While the old woman scoured and shuffled and cleaned, the man wilted quietly on the living room couch. He held books with long, complex titles: The Hypothetical Decolonization of the Indian Subcontinent, or Implementations of Ancient Eastern Mathematics under the Guise of Western Innovation, but his eyes blurred on the pages, and the deep brown irises were webbed with milky blue cataracts. His weekly visits to the senior center to play bridge, and win, slowly diminished.

Their box was spotless; the hallways heavy with intermingling clouds of incense and Febreze, the kitchen counter glittering, the strange series of objects on the mantle positioned as precisely as army-men. The daughter, when visiting, noticed that it wasn't nearly as cluttered as before, and that their count of possessions seemed to have shrank. She sat in an armchair across from her father and propelled questions toward him. "Nana, how has bridge been? Have you been to the doctor lately? What have you been reading?"

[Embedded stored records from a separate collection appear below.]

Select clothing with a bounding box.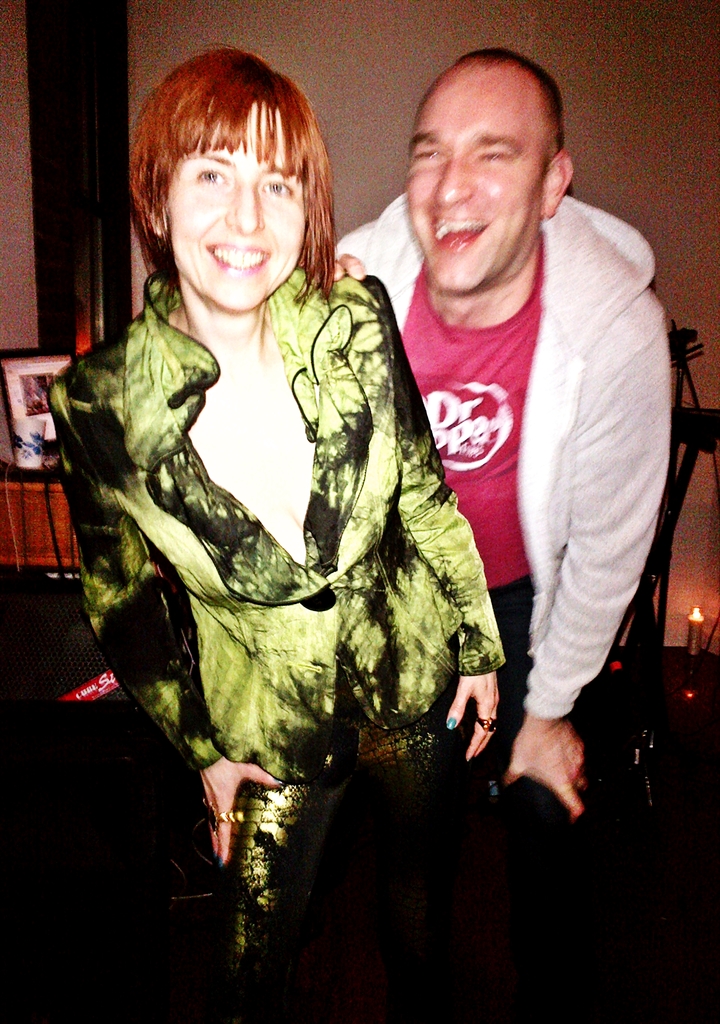
[x1=70, y1=268, x2=533, y2=870].
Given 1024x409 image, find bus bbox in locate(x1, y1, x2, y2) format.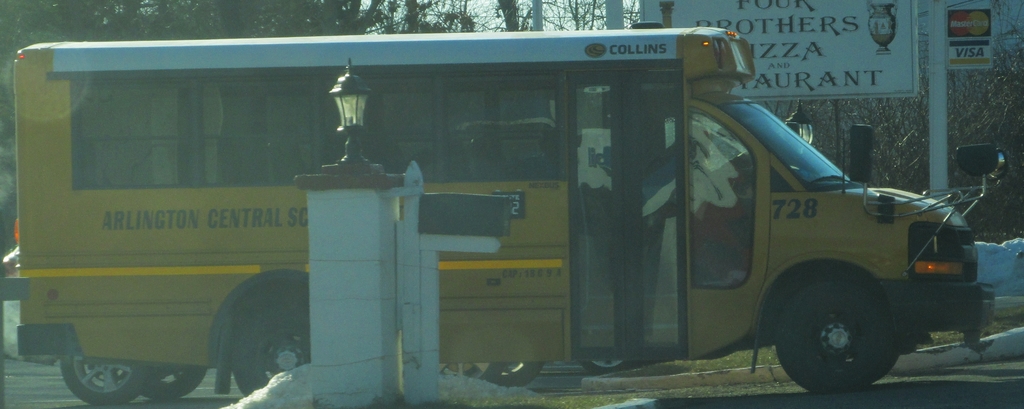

They fell on unhearing ears, as he blinked blankly at her and mumbled vaguely before directing his attention back to the tennis match on T.V. She confronted the old woman.

"I'm a little worried about Dad. He seems out of it. And he's going to be all alone next week when you go on your trip to visit Vani." "He's fine! Just tired from the move. Did you do something to your hair? It looked better the last time I saw you."

The old woman packed a suitcase of clothes, facing an onslaught of memory every time she picked up the items: a silk sari, a button-down shirt, a heavily crafted, and conservative bra. Her head aching from the weight of so many dreams, she rolled the old suitcase down the hallway.